Most-wanted fugitives United States (USA), Osama bin Laden, known for clever hide. Here's technology that never used the U.S. to pursue this fugitive.
The U.S. has to chase Osama bin Laden since the World Trade Center ago (9 / 11) and the many ways that was fruitless. Here are ways that once made the United States to pursue bin Laden.
Tracking model biological
Geographers University of California-Los Angeles (UCLA), Thomas Gillespie and John Agnew makes the terrorist leader of the search model using the same technique to track the animals and migratory patterns.
Murtaza Haider of Ted Ryerson Unversity School of Management said, "geography professor at UCLA using spatial analysis to determine the hiding place of bin Laden."
A number of biological models can be very useful in finding bin Laden.
First called the theory of distance decay (DD). This theory describes the effect of cultural distance or spatial interaction. The possibility of finding other animals decreased exponentially when going further from their homes.
Both called island biogeography (IB), this theory refers to the area of habitat surrounded by areas that can not be habitable.

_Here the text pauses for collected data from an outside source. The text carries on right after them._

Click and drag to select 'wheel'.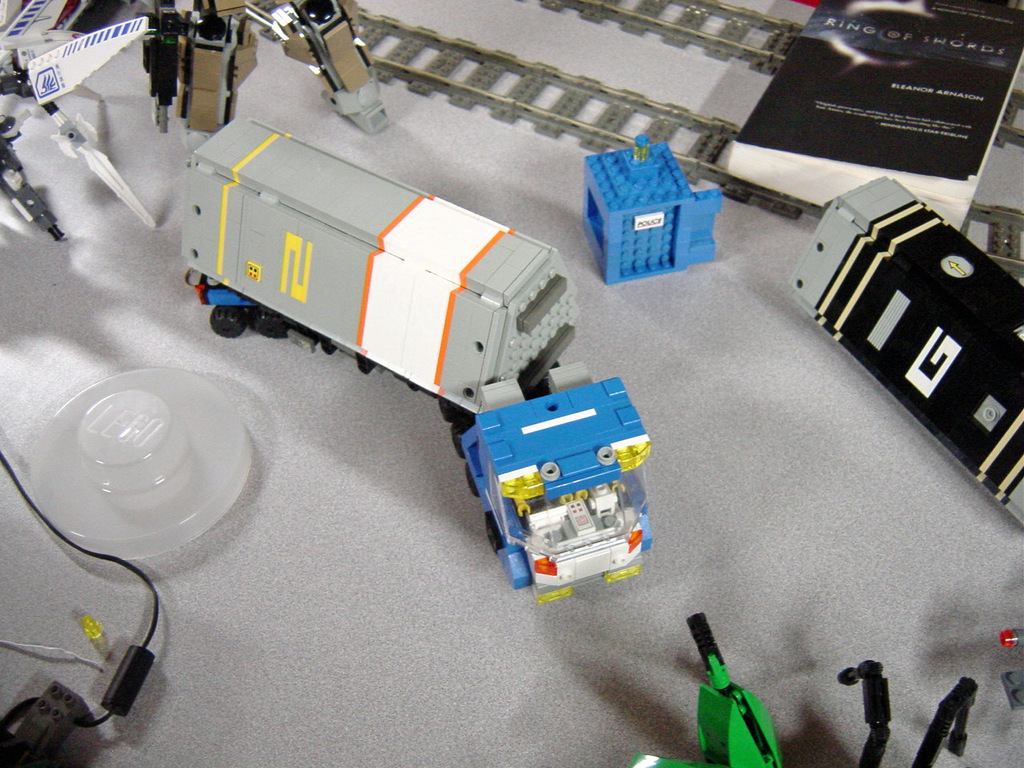
Selection: <region>463, 466, 483, 498</region>.
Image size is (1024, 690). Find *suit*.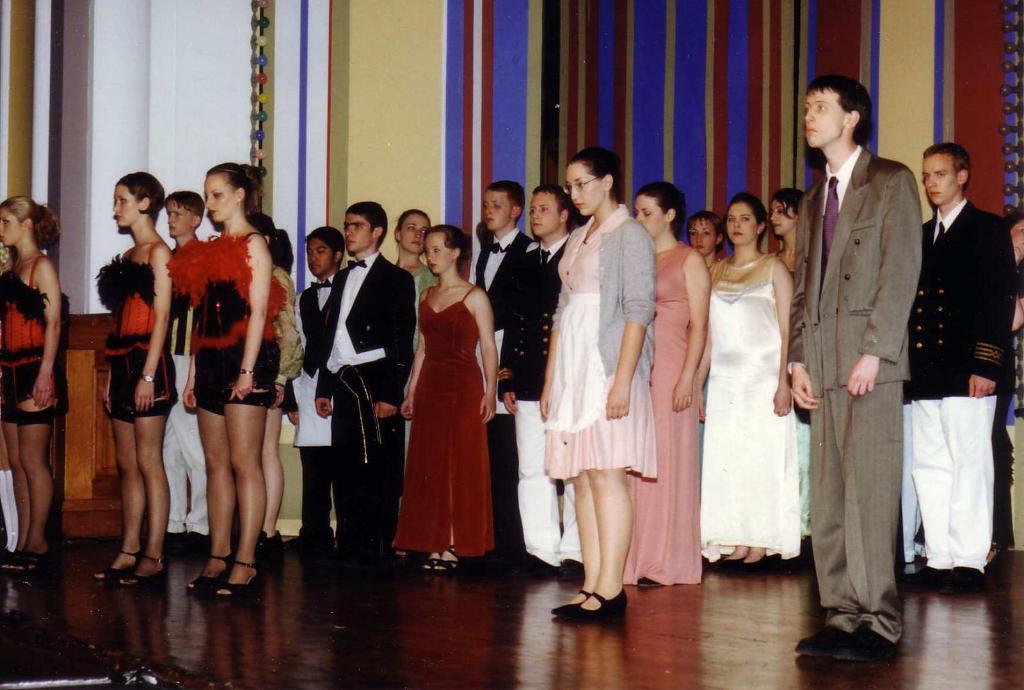
<box>770,103,901,638</box>.
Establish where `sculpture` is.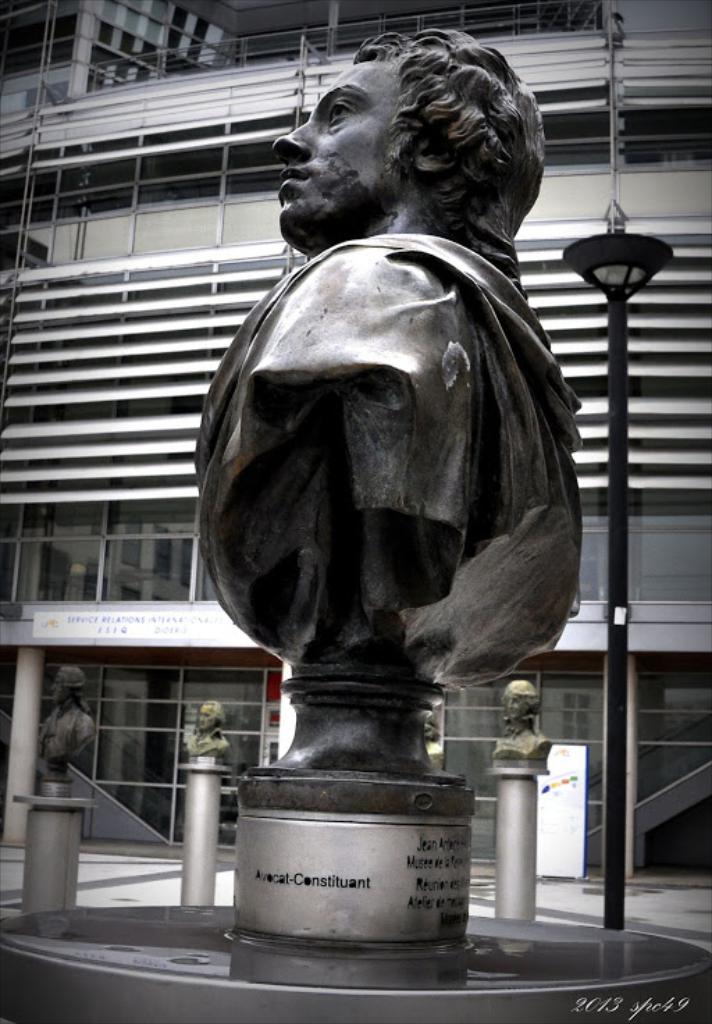
Established at detection(189, 25, 584, 764).
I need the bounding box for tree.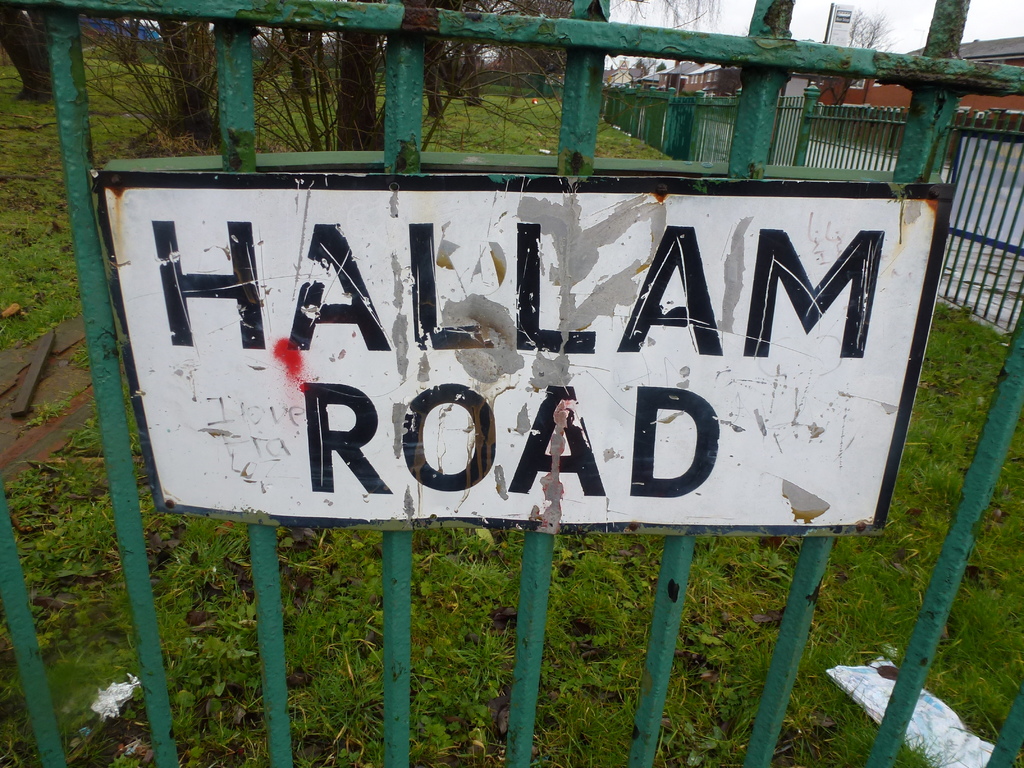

Through the second way, information about a particular animal will be narrowed in the animal can be found. Through DD, bin Laden is known will not go far from the last place he was known. Through the IB, bin Laden is known to most likely be found in big cities.
Rock Phone
Osama bin Laden is allegedly hiding in a cave in the mountains of Afghanistan or Pakistan. U.S. Army plans to buy an innovative communication system called Rock Phone.
This device can penetrate caves, tunnels, mines and large building structures that can not be penetrated by radio frequency. This allows soldiers to talk to each other from under the ground when it approached the most wanted leaders.
Providers of these devices, Ultra Electron, also supplying U.S. troops with a special explosive device that is named MI-RAMS. This device is capable of transmitting signals over a stone or earth to detonate bombs remotely. To that end, the U.S. spent U.S. $ 5.7 million (USD 48.8 billion).